The Bossa Nova uses sensors similar to those on self-driving cars to navigate — taking photos of shelves, as well as recording data about products’ prices, locations and if they’re out of stock. The 2 foot tall white robot simply scans, passes information to the cloud, communicates that data to Walmart’s back-end system and relays that knowledge to store associates.

With e-commerce sales growing exponentially each year, brick-and-mortar chains need to operate near-perfectly to retain customers. A lost sale in a physical retail store has always been an inefficiency, but now the stakes are higher. “The information the robot is capturing is whether there’s an out-of-stock, because that is the biggest frustration of shoppers,” said a Bossa Nova exec. “If they don’t have it, you’re going home without it — or maybe you go to a different store.”

The Bossa Nova Robot employs a number of sensors, including light detection and ranging (lidar) technology, a critical element in self-driving cars. Gliding slowly down a store aisle — at about 0.4 meters per second, or a rather lax walking pace — the robot scans its environment with depth sensors to avoid collisions with shelves, or more importantly, people. As soon as a customer gets close, the robot moves out of the way and shuts off its high beams.

Embedded in the article is a short (1.5 minute video) you may wish to show in class when discussing inventory management in Chapter 12.

OM in the New: Wal-Mart Introduces OTIF Inventory

 

Packages move along a conveyor belt inside a Wal-Mart fulfillment center.

“Long known for squeezing its vast network of suppliers, Wal-Mart is about to step up the pressure,” reports Businessweek (July 24, 2017). The focus this time is delivery scheduling, and the company’s not messing around. Two days late? That’ll earn you a fine. One day early? That’s a fine, too. Right on-time but goods aren’t packed properly? You guessed it–fined.

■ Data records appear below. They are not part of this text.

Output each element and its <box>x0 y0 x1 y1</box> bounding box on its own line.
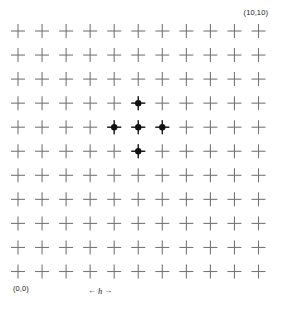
grid-spacing-indicator: ← h → <box>88 287 112 296</box>
grid-canvas <box>0 0 282 309</box>
grid-stencil-figure: (10,10) (0,0) ← h → <box>0 0 282 309</box>
arrow-right-icon: → <box>104 287 112 295</box>
stencil-point <box>135 148 141 154</box>
spacing-symbol-label: h <box>97 287 103 296</box>
stencil-point <box>111 124 117 130</box>
stencil-point <box>135 124 141 130</box>
max-coordinate-label: (10,10) <box>244 8 268 17</box>
arrow-left-icon: ← <box>88 287 96 295</box>
stencil-point-markers <box>107 96 169 158</box>
stencil-point <box>159 124 165 130</box>
stencil-point <box>135 100 141 106</box>
origin-coordinate-label: (0,0) <box>13 284 29 293</box>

The program, labeled On-Time, In-Full, or OTIF, aims to add $1 billion to revenue by improving product availability at stores. It underscores the urgency Wal-Mart feels as it raises wages, cuts prices and confronts a powerhouse rival in Amazon that’s poised to grow with its planned purchase of Whole Foods. Says a retail expert, “They’re trying to squeeze and squeeze and squeeze.’’

The initiative builds on progress Wal-Mart has made in reducing inventory and tidying its 4,700 U.S. stores after the back rooms became so cluttered it often stored surplus products in cargo trailers parked out back. The new rules begin this August, and the company said they will require full-truckload suppliers of fast-turning items — groceries, paper towels — to “deliver what we ordered 100% in full, on the must-arrive-by date 75% of the time.” Items that are late or missing during a one-month period will incur a fine of 3% of their value. Early shipments get dinged, too, because they create overstocks.

By February, 2018, Wal-Mart wants these deliveries to be “OTIF” 95% of the time. Its previous target was 90% hitting a more lenient 4-day window. “Variability is the No. 1 killer of the supply chain,’’ says a senior Wal-Mart exec. While big suppliers should be able to invest in fancy inventory-management systems to get up to speed with the new rules, smaller businesses will feel more pain. Some don’t even know what “OTIF’’ stands for.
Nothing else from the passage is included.